On the face of it, the 1970s movies Serpico and The Turning Point couldn't be more different: the former is a real-life story about dirty cops, the latter is a fictional story about ballet.
But watching them makes you realize they share a lot in common: besides both movies being made in the 1970s in NYC, they are gritty, brutal, totally realistic deep-dives into high-pressure, competitive, all-consuming worlds that their denizens both love and revile, that reach into the very cores of their being, enthralling and warping them, and completing devouring their lives.
Back in the 1970s Hollywood used to make movies like these, movies where not everyone and everything was beautiful, where the world was reflected back to us in all of its deformed glory, where we saw and heard people who were in pain, and where things didn't always end happily. These movies were overshadowed by many othe great classics from that time (The French Connection, The Godfather, The Exorcist, Jaws, Rocky, Star Wars, The Deer Hunter, Apocalypse Now, you name 'em), but these two slice-of-life movies of believable realism cut just as deep emotionally as any of those other great '70s flicks.
Serpico stars Al Pacino as real-life cop Frank Serpico who "blew the whistle" on massive, entranched corruption within the NYPD, leading to the Knapp Commission and major reforms.

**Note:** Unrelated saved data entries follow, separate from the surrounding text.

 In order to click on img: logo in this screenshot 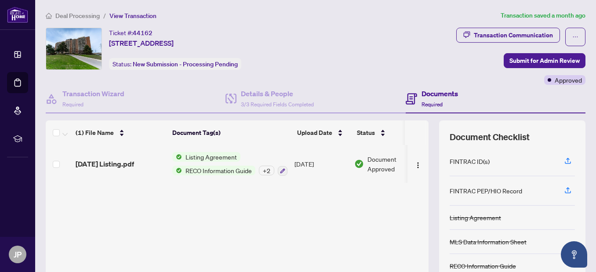, I will do `click(18, 15)`.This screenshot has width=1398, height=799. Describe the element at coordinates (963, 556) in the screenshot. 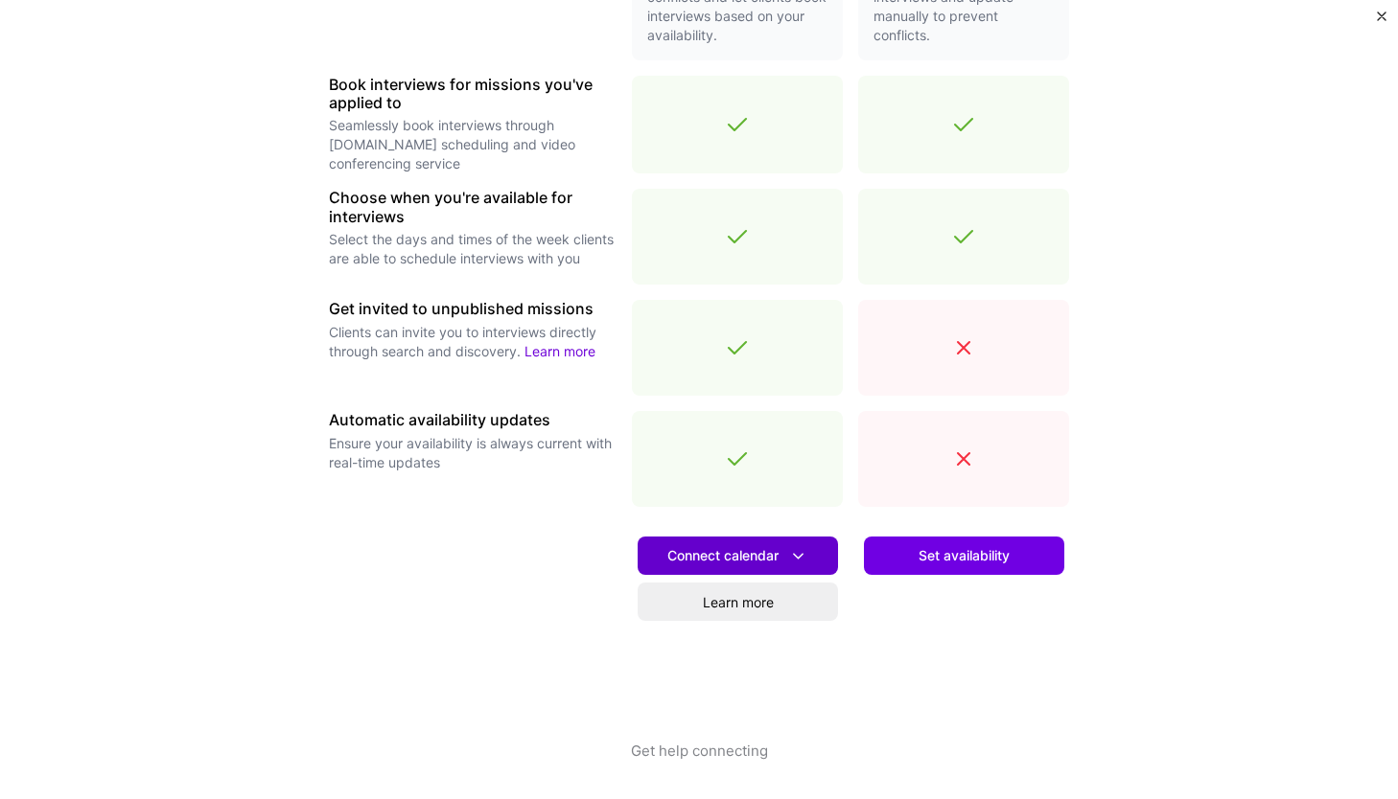

I see `button: Set availability` at that location.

Serpico (who's still alive!) was an odd fit with the NYPD, more of a hippy than a tough guy, someone who didn't believe violence and brute force necessarily meant good policing, and someone who didn't think corruption should ever be "business as usual". He took his life into his hands to expose the corruption and, afterwards, quit the NYPD and left the country. Directed by Sidney Lumet at the height of his career, the movie was made just a year after the main events in the film so it was an almost real-time retelling of how and why Serpico changed the NYPD -- and the whole city -- forever. Pacino was just then becoming a star -- the first Godfather movie had just come out and he was just about to start work on the second one -- but this film showed his incredible range, his ability to transform into complicated people, the depth of a soul that is both revealing and mysterious. The film is also a very realistic look at what NYC was like back in the early 1970s and, watching it now, you see how much the city has changed while also realizing that problems with policing are, well, perennial.
The Turning Point is much different but no less intense: as someone who had experience in the world of professional ballet, I can tell you that it's a tough, insular, and unforgiving world. People in ballet LOVE balletto an irrational level, it completely dominates their minds and bodies, they speak and think and do nothing else. They sacrifice their lives and physical, mental, and emotional well-being in pursuit of career in it. There is no divide between their personal and professional lives. This film asks but doesn't attempt to answer this question: at what price glory? Shirley McClaine stars as DeeDee, a woman who relinquished a ballet career to move with her former dancer husband Wayne (Tom Skerritt) to Oklahoma City and raise a family and live a quiet life. Events ensue bringing DeeDee and her daughter Emilia to NYC where Emilia shines with the company, and where DeeDee enounters her frenemy Emma (the always glorious Anne Bancroft) who started with the company at the same time as DeeDee, stayed, and become a big ballet star. There are affairs, fights, and great performances throughout the film that show, in raw and gorgeous ways, the constant fight between ambition and personal happiness, between career and family, about understanding your real values, and the sacrfifices and sadness that go with both. The film offers no easy answers and does what all great movies do -- it shows and doesn't tell (including showing lots of great ballet dancing). It's a film that moves you and makes you think about own life and values.
So if you want to see two old NYC movies that feel just as relevant today as they were more than 40 years ago, I can't suggest Serpico and The Turning Point enough.